After TV anchor Deepak Chaurasia shared Delhi Tourism and Water Resources Minister Kapil Mishra's mobile phone number publicly, the politician retaliated by doing the same. Chaurasia's wife has now approached Delhi Police claiming that they received almost 600 phone calls, including threatening ones, since Tuesday night.
Mishra shared Chaurasia's phone number on Twitter only to delete it later saying that "hopefully he has realised by now what was he was trying to do and why I made him realise."
"Dear Deepak Chaurasia, you just flashed my personal number on your television channel. I thought the love should not be one-sided. So, I am sharing both your numbers. Enjoy," Mishra had tweeted earlier.
India News anchor Chaurasia received phone calls even in the middle of the night, following which his wife, Anusuya Roy, registered a complaint with Safdarjung Enclave police station on Wednesday. She alleged that the calls started coming after Mishra shared the phone number online. She has also sought protection for her husband and children.
"In their (her husband's) show, they were trying to contact all the ministers of Delhi government, including Kapil Mishra, but they were not taking the phone calls," Roy told the Indian Express.
"Later, he showed the numbers of all the ministers, including Mishra's phone number, on the show, asking the audience to approach their ministers on their own. The ministers' numbers were already there on the Delhi government's website," she added.
The callers were threatening, abusing and passing lewd remarks, Roy said.
Mishra, while sharing the number, asked if it was wrong for the public to have the phone number of a journalist.
The famous TV anchor started receiving calls on Tuesday night after he flashed Mishra's phone numbers during a show regarding rising cases of dengue and chikungunya in the national capital.
After the Twitter spar, Mishra tweeted about #OneDelhi urging people to fight the diseases together. "I will call all Delhi MPs and MCD Leaders to join hands," the AAP leader tweeted.
He further tweeted photographs of areas where fogging was done as a preventive measure against vector-borne diseases.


| PROBLEM TO WORK ON |
Lines holding the string "group" are the ones to copy; find them all in the data.

(Figure content listings)

____

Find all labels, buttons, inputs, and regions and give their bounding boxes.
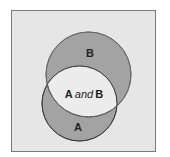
intersection-label-and: and bbox=[75, 88, 94, 100]
intersection-label: AandB bbox=[65, 88, 103, 100]
venn-diagram: B A AandB bbox=[0, 0, 170, 157]
set-b-label: B bbox=[86, 47, 94, 59]
intersection-label-b: B bbox=[95, 88, 103, 100]
intersection-label-a: A bbox=[65, 88, 73, 100]
set-a-label: A bbox=[74, 121, 82, 133]
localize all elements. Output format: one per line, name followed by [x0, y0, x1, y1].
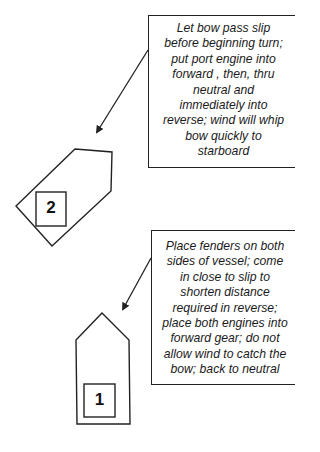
note-line: required in reverse;	[152, 301, 295, 316]
note-line: forward gear; do not	[152, 331, 295, 346]
instruction-note-boat-1: Place fenders on both sides of vessel; c…	[151, 230, 295, 385]
note-line: put port engine into	[149, 52, 295, 67]
boat-1-label: 1	[84, 390, 115, 410]
note-line: neutral and	[149, 83, 295, 98]
arrow-to-boat-1	[123, 258, 151, 309]
note-line: immediately into	[149, 98, 295, 113]
note-line: bow; back to neutral	[152, 362, 295, 377]
note-line: starboard	[149, 144, 295, 159]
note-line: Place fenders on both	[152, 239, 295, 254]
arrow-to-boat-2	[97, 50, 148, 132]
note-line: Let bow pass slip	[149, 21, 295, 36]
note-line: sides of vessel; come	[152, 254, 295, 269]
note-line: before beginning turn;	[149, 36, 295, 51]
boat-2-label: 2	[36, 198, 66, 218]
note-line: place both engines into	[152, 316, 295, 331]
note-line: bow quickly to	[149, 129, 295, 144]
note-line: allow wind to catch the	[152, 347, 295, 362]
note-line: reverse; wind will whip	[149, 113, 295, 128]
note-line: forward , then, thru	[149, 67, 295, 82]
note-line: shorten distance	[152, 285, 295, 300]
instruction-note-boat-2: Let bow pass slip before beginning turn;…	[148, 15, 295, 168]
note-line: in close to slip to	[152, 270, 295, 285]
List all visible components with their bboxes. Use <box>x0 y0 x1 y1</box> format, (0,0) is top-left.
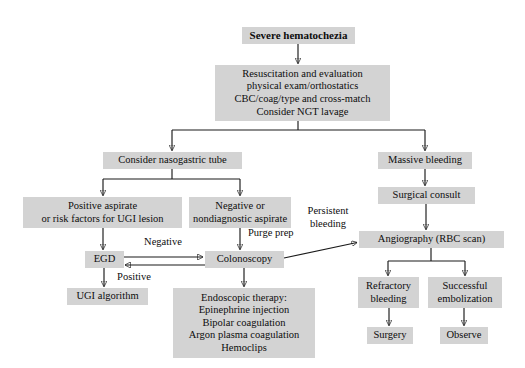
edge-label-negative: Negative <box>138 236 188 249</box>
edge-resuscitation-split <box>172 121 425 151</box>
node-egd: EGD <box>85 251 124 268</box>
node-negative-aspirate: Negative or nondiagnostic aspirate <box>189 197 291 228</box>
edge-colonoscopy-to-angiography-persistent <box>284 243 357 259</box>
edge-label-positive: Positive <box>112 271 156 284</box>
node-surgical-consult: Surgical consult <box>378 187 475 204</box>
node-resuscitation: Resuscitation and evaluation physical ex… <box>215 65 390 121</box>
node-severe-hematochezia: Severe hematochezia <box>242 27 355 44</box>
node-observe: Observe <box>440 327 488 344</box>
edge-angiography-split <box>388 248 465 276</box>
node-colonoscopy: Colonoscopy <box>205 251 284 268</box>
node-surgery: Surgery <box>367 327 413 344</box>
node-massive-bleeding: Massive bleeding <box>378 152 472 169</box>
node-consider-nasogastric-tube: Consider nasogastric tube <box>103 152 242 169</box>
edge-label-purge-prep: Purge prep <box>248 227 306 240</box>
flowchart-canvas: Severe hematochezia Resuscitation and ev… <box>0 0 525 368</box>
node-angiography: Angiography (RBC scan) <box>359 231 504 248</box>
edge-ngtube-split <box>103 169 240 196</box>
node-ugi-algorithm: UGI algorithm <box>67 288 148 305</box>
node-positive-aspirate: Positive aspirate or risk factors for UG… <box>23 197 182 228</box>
node-endoscopic-therapy: Endoscopic therapy: Epinephrine injectio… <box>173 288 315 358</box>
node-successful-embolization: Successful embolization <box>428 277 502 308</box>
node-refractory-bleeding: Refractory bleeding <box>358 277 419 308</box>
edge-label-persistent-bleeding: Persistent bleeding <box>306 205 350 230</box>
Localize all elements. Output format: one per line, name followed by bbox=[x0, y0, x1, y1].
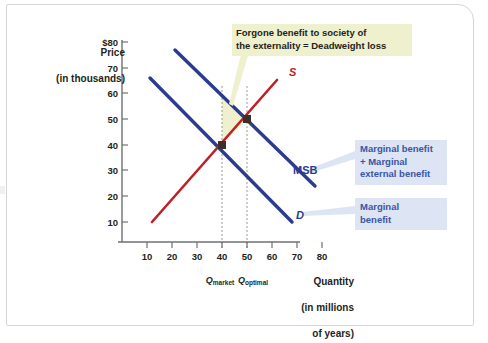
x-tick-label-40: 40 bbox=[210, 251, 234, 262]
marker-q-market bbox=[218, 141, 226, 149]
y-tick-label-30: 30 bbox=[94, 165, 118, 176]
q-optimal-label: Qoptimal bbox=[225, 265, 271, 295]
y-tick-label-50: 50 bbox=[94, 114, 118, 125]
y-tick-label-70: 70 bbox=[94, 63, 118, 74]
y-tick-label-10: 10 bbox=[94, 217, 118, 228]
curve-label-supply: S bbox=[289, 66, 296, 78]
marker-q-optimal bbox=[243, 115, 251, 123]
q-market-letter: Q bbox=[206, 275, 213, 285]
x-axis-title-line3: of years) bbox=[312, 328, 354, 339]
x-tick-label-70: 70 bbox=[285, 251, 309, 262]
y-tick-label-80: $80 bbox=[94, 37, 118, 48]
y-tick-label-40: 40 bbox=[94, 140, 118, 151]
x-tick-label-50: 50 bbox=[235, 251, 259, 262]
x-axis-title-line2: (in millions bbox=[301, 302, 354, 313]
x-tick-label-10: 10 bbox=[135, 251, 159, 262]
curve-label-msb: MSB bbox=[293, 164, 317, 176]
x-axis-title: Quantity (in millions of years) bbox=[276, 262, 354, 343]
callout-leader-mb bbox=[302, 206, 355, 216]
y-axis-title-line2: (in thousands) bbox=[56, 73, 125, 84]
x-tick-label-20: 20 bbox=[160, 251, 184, 262]
x-tick-label-80: 80 bbox=[310, 251, 334, 262]
x-tick-label-60: 60 bbox=[260, 251, 284, 262]
q-optimal-letter: Q bbox=[238, 275, 245, 285]
x-axis-ticks bbox=[147, 242, 322, 248]
y-tick-label-60: 60 bbox=[94, 88, 118, 99]
callout-marginal-social-benefit: Marginal benefit + Marginal external ben… bbox=[355, 140, 447, 185]
x-axis-title-line1: Quantity bbox=[313, 276, 354, 287]
curve-label-demand: D bbox=[296, 209, 304, 221]
q-optimal-subscript: optimal bbox=[245, 279, 268, 286]
callout-deadweight-loss: Forgone benefit to society of the extern… bbox=[232, 24, 412, 56]
x-tick-label-30: 30 bbox=[185, 251, 209, 262]
y-axis-title-line1: Price bbox=[101, 47, 125, 58]
callout-marginal-benefit: Marginal benefit bbox=[355, 198, 447, 230]
y-tick-label-20: 20 bbox=[94, 191, 118, 202]
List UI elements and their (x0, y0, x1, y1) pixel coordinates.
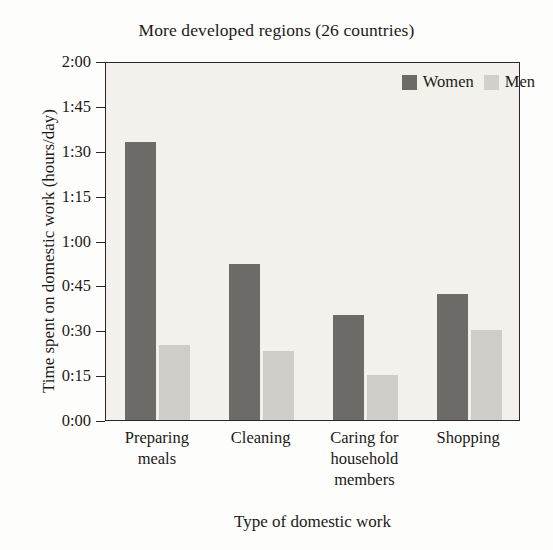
legend-label-men: Men (505, 72, 535, 92)
y-tick-label: 0:15 (31, 366, 91, 386)
y-tick-label: 1:15 (31, 187, 91, 207)
y-tick-label: 0:45 (31, 276, 91, 296)
y-tick-label: 2:00 (31, 52, 91, 72)
legend-swatch-women-icon (402, 75, 417, 90)
y-tick-mark (96, 62, 105, 63)
y-tick-mark (96, 152, 105, 153)
y-tick-label: 0:30 (31, 321, 91, 341)
bar-men-3[interactable] (471, 330, 502, 420)
bar-women-1[interactable] (229, 264, 260, 420)
y-tick-mark (96, 197, 105, 198)
x-axis-label: Type of domestic work (105, 512, 520, 532)
bar-men-0[interactable] (159, 345, 190, 420)
legend-item-women[interactable]: Women (402, 72, 474, 92)
legend-swatch-men-icon (484, 75, 499, 90)
plot-area (105, 62, 520, 421)
y-tick-mark (96, 286, 105, 287)
legend-label-women: Women (423, 72, 474, 92)
bar-women-3[interactable] (437, 294, 468, 420)
y-tick-mark (96, 107, 105, 108)
bar-men-2[interactable] (367, 375, 398, 420)
bar-women-0[interactable] (125, 142, 156, 420)
x-category-label: Shopping (406, 427, 530, 448)
y-tick-label: 0:00 (31, 411, 91, 431)
bar-women-2[interactable] (333, 315, 364, 420)
y-tick-label: 1:45 (31, 97, 91, 117)
y-tick-label: 1:00 (31, 232, 91, 252)
bar-men-1[interactable] (263, 351, 294, 420)
chart-page: s thing to note is that these sex work l… (0, 0, 553, 550)
bars-layer (106, 63, 519, 420)
legend: Women Men (402, 72, 535, 92)
chart-title: More developed regions (26 countries) (0, 20, 553, 41)
y-tick-mark (96, 376, 105, 377)
y-tick-mark (96, 331, 105, 332)
legend-item-men[interactable]: Men (484, 72, 535, 92)
y-tick-mark (96, 421, 105, 422)
y-tick-mark (96, 242, 105, 243)
y-tick-label: 1:30 (31, 142, 91, 162)
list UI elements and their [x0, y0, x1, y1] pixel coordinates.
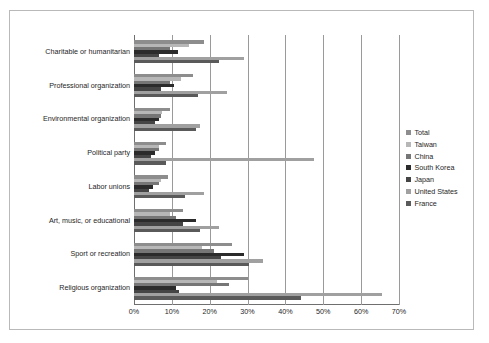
bar-group — [134, 103, 399, 137]
legend-swatch-icon — [406, 201, 411, 206]
bar-row — [134, 229, 399, 232]
chart-frame: Charitable or humanitarianProfessional o… — [9, 10, 474, 330]
category-axis: Charitable or humanitarianProfessional o… — [10, 35, 130, 305]
x-tick-label: 0% — [129, 307, 139, 316]
legend-label: Japan — [415, 176, 435, 183]
legend-item-japan[interactable]: Japan — [406, 176, 484, 183]
legend-label: South Korea — [415, 164, 455, 171]
value-axis-ticks: 0%10%20%30%40%50%60%70% — [134, 307, 405, 321]
category-label: Sport or recreation — [70, 250, 130, 257]
legend-swatch-icon — [406, 142, 411, 147]
x-tick-label: 60% — [354, 307, 368, 316]
bar-row — [134, 296, 399, 299]
x-tick-label: 20% — [203, 307, 217, 316]
x-tick-label: 70% — [392, 307, 406, 316]
x-tick-label: 40% — [278, 307, 292, 316]
plot-area — [134, 35, 399, 305]
legend-item-total[interactable]: Total — [406, 129, 484, 136]
bar-row — [134, 161, 399, 164]
legend-item-united-states[interactable]: United States — [406, 188, 484, 195]
bar[interactable] — [134, 161, 166, 164]
legend-item-china[interactable]: China — [406, 153, 484, 160]
bar-group — [134, 35, 399, 69]
x-tick-label: 10% — [165, 307, 179, 316]
bar-row — [134, 128, 399, 131]
gridline-70 — [399, 35, 400, 305]
bar-row — [134, 60, 399, 63]
legend-label: France — [415, 200, 437, 207]
bar[interactable] — [134, 229, 200, 232]
legend-item-south-korea[interactable]: South Korea — [406, 164, 484, 171]
category-label: Art, music, or educational — [49, 217, 130, 224]
category-label: Environmental organization — [43, 115, 130, 122]
bar-group — [134, 204, 399, 238]
legend-item-france[interactable]: France — [406, 200, 484, 207]
bar-group — [134, 238, 399, 272]
legend-item-taiwan[interactable]: Taiwan — [406, 141, 484, 148]
legend-label: United States — [415, 188, 458, 195]
x-tick-label: 50% — [316, 307, 330, 316]
bar[interactable] — [134, 128, 196, 131]
category-label: Political party — [87, 149, 130, 156]
bar-group — [134, 170, 399, 204]
bar[interactable] — [134, 60, 219, 63]
bar-row — [134, 195, 399, 198]
bar[interactable] — [134, 263, 249, 266]
legend-label: China — [415, 153, 434, 160]
legend-label: Taiwan — [415, 141, 437, 148]
category-label: Religious organization — [59, 284, 130, 291]
bar[interactable] — [134, 94, 198, 97]
x-tick-label: 30% — [240, 307, 254, 316]
bar-group — [134, 69, 399, 103]
legend-swatch-icon — [406, 154, 411, 159]
legend-swatch-icon — [406, 130, 411, 135]
legend-label: Total — [415, 129, 430, 136]
bar[interactable] — [134, 296, 301, 299]
bar[interactable] — [134, 195, 185, 198]
legend-swatch-icon — [406, 165, 411, 170]
category-label: Labor unions — [88, 183, 130, 190]
bar-group — [134, 136, 399, 170]
category-label: Charitable or humanitarian — [45, 48, 130, 55]
legend-swatch-icon — [406, 177, 411, 182]
category-label: Professional organization — [49, 82, 130, 89]
legend-swatch-icon — [406, 189, 411, 194]
bar-row — [134, 263, 399, 266]
bar-group — [134, 271, 399, 305]
chart-legend: TotalTaiwanChinaSouth KoreaJapanUnited S… — [406, 129, 484, 212]
bar-row — [134, 94, 399, 97]
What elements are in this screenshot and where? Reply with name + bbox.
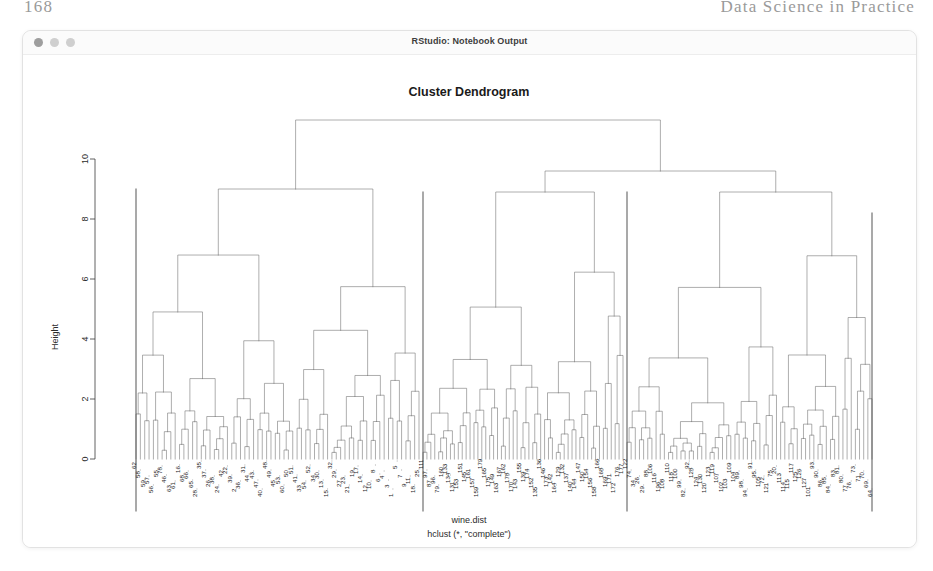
page-root: 168 Data Science in Practice RStudio: No… — [0, 0, 933, 571]
leaf-label: 64 — [866, 490, 873, 497]
dendrogram-leaf-labels: 6258595756557846636116686665283537263824… — [130, 458, 873, 497]
running-head-title: Data Science in Practice — [721, 0, 915, 14]
leaf-label: 93 — [808, 462, 815, 469]
leaf-label: 147 — [574, 462, 581, 473]
leaf-label: 38 — [208, 477, 215, 484]
leaf-label: 126 — [795, 468, 802, 479]
y-tick-label: 4 — [80, 336, 90, 341]
leaf-label: 52 — [304, 466, 311, 473]
leaf-label: 82 — [679, 490, 686, 497]
leaf-label: 134 — [444, 472, 451, 483]
plot-output-area: Cluster Dendrogram 0246810 Height 625859… — [23, 55, 916, 547]
leaf-label: 53 — [274, 477, 281, 484]
leaf-label: 1 — [387, 493, 394, 497]
leaf-label: 84 — [824, 486, 831, 493]
leaf-label: 121 — [762, 482, 769, 493]
window-titlebar[interactable]: RStudio: Notebook Output — [23, 31, 916, 55]
leaf-label: 130 — [696, 473, 703, 484]
leaf-label: 47 — [252, 481, 259, 488]
leaf-label: 60 — [278, 486, 285, 493]
leaf-label: 161 — [464, 468, 471, 479]
leaf-label: 36 — [234, 482, 241, 489]
leaf-label: 70 — [858, 472, 865, 479]
leaf-label: 40 — [256, 490, 263, 497]
leaf-label: 159 — [472, 486, 479, 497]
leaf-label: 29 — [638, 486, 645, 493]
leaf-label: 142 — [546, 473, 553, 484]
leaf-label: 37 — [200, 471, 207, 478]
leaf-label: 111 — [417, 459, 424, 469]
leaf-label: 4 — [378, 475, 385, 479]
leaf-label: 16 — [174, 466, 181, 473]
leaf-label: 24 — [213, 486, 220, 493]
leaf-label: 69 — [862, 481, 869, 488]
cluster-dendrogram-plot: Cluster Dendrogram 0246810 Height 625859… — [23, 55, 916, 547]
leaf-label: 101 — [804, 486, 811, 497]
leaf-label: 128 — [687, 467, 694, 478]
leaf-label: 96 — [429, 477, 436, 484]
leaf-label: 65 — [187, 481, 194, 488]
leaf-label: 163 — [492, 482, 499, 493]
leaf-label: 23 — [339, 477, 346, 484]
leaf-label: 8 — [369, 469, 376, 473]
leaf-label: 136 — [535, 458, 542, 469]
leaf-label: 46 — [160, 476, 167, 483]
leaf-label: 58 — [134, 471, 141, 478]
leaf-label: 66 — [182, 472, 189, 479]
leaf-label: 106 — [646, 463, 653, 474]
leaf-label: 80 — [837, 476, 844, 483]
leaf-label: 133 — [441, 463, 448, 474]
leaf-label: 119 — [708, 464, 715, 474]
rstudio-notebook-window: RStudio: Notebook Output Cluster Dendrog… — [22, 30, 917, 548]
leaf-label: 107 — [712, 472, 719, 483]
leaf-label: 103 — [721, 478, 728, 489]
leaf-label: 152 — [527, 477, 534, 488]
y-tick-label: 0 — [80, 456, 90, 461]
leaf-label: 122 — [621, 458, 628, 469]
leaf-label: 48 — [261, 462, 268, 469]
leaf-label: 56 — [147, 486, 154, 493]
leaf-label: 43 — [248, 472, 255, 479]
leaf-label: 153 — [452, 478, 459, 489]
leaf-label: 171 — [605, 473, 612, 484]
leaf-label: 29 — [330, 471, 337, 478]
leaf-label: 162 — [499, 463, 506, 474]
leaf-label: 151 — [456, 462, 463, 473]
plot-title: Cluster Dendrogram — [409, 85, 530, 99]
y-tick-label: 6 — [80, 276, 90, 281]
leaf-label: 143 — [511, 478, 518, 489]
page-folio: 168 — [24, 0, 53, 14]
leaf-label: 78 — [156, 467, 163, 474]
leaf-label: 90 — [812, 471, 819, 478]
dendrogram-branches — [136, 120, 872, 511]
leaf-label: 165 — [480, 467, 487, 478]
leaf-label: 168 — [597, 467, 604, 478]
leaf-label: 157 — [468, 477, 475, 488]
leaf-label: 109 — [725, 462, 732, 473]
leaf-label: 179 — [476, 458, 483, 469]
leaf-label: 25 — [413, 470, 420, 477]
leaf-label: 164 — [550, 482, 557, 493]
leaf-label: 154 — [582, 468, 589, 479]
leaf-label: 127 — [800, 477, 807, 488]
leaf-label: 156 — [586, 477, 593, 488]
leaf-label: 97 — [421, 471, 428, 478]
leaf-label: 98 — [737, 481, 744, 488]
leaf-label: 3 — [383, 484, 390, 488]
leaf-label: 85 — [820, 477, 827, 484]
leaf-label: 17 — [352, 467, 359, 474]
leaf-label: 11 — [404, 477, 411, 484]
y-tick-label: 8 — [80, 216, 90, 221]
leaf-label: 120 — [700, 482, 707, 493]
x-axis-label-main: wine.dist — [450, 515, 487, 525]
leaf-label: 62 — [130, 462, 137, 469]
leaf-label: 51 — [287, 467, 294, 474]
leaf-label: 61 — [169, 482, 176, 489]
leaf-label: 100 — [671, 468, 678, 479]
leaf-label: 149 — [488, 473, 495, 484]
leaf-label: 99 — [675, 481, 682, 488]
leaf-label: 74 — [625, 471, 632, 478]
leaf-label: 110 — [663, 463, 670, 473]
leaf-label: 137 — [562, 472, 569, 483]
y-axis: 0246810 — [80, 154, 95, 462]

____

| ANSWER FOR THE TASK |
bar-group — [134, 103, 399, 137]
bar-group — [134, 35, 399, 69]
bar-group — [134, 204, 399, 238]
bar-group — [134, 238, 399, 272]
bar-group — [134, 170, 399, 204]
bar-group — [134, 69, 399, 103]
bar-group — [134, 136, 399, 170]
bar-group — [134, 271, 399, 305]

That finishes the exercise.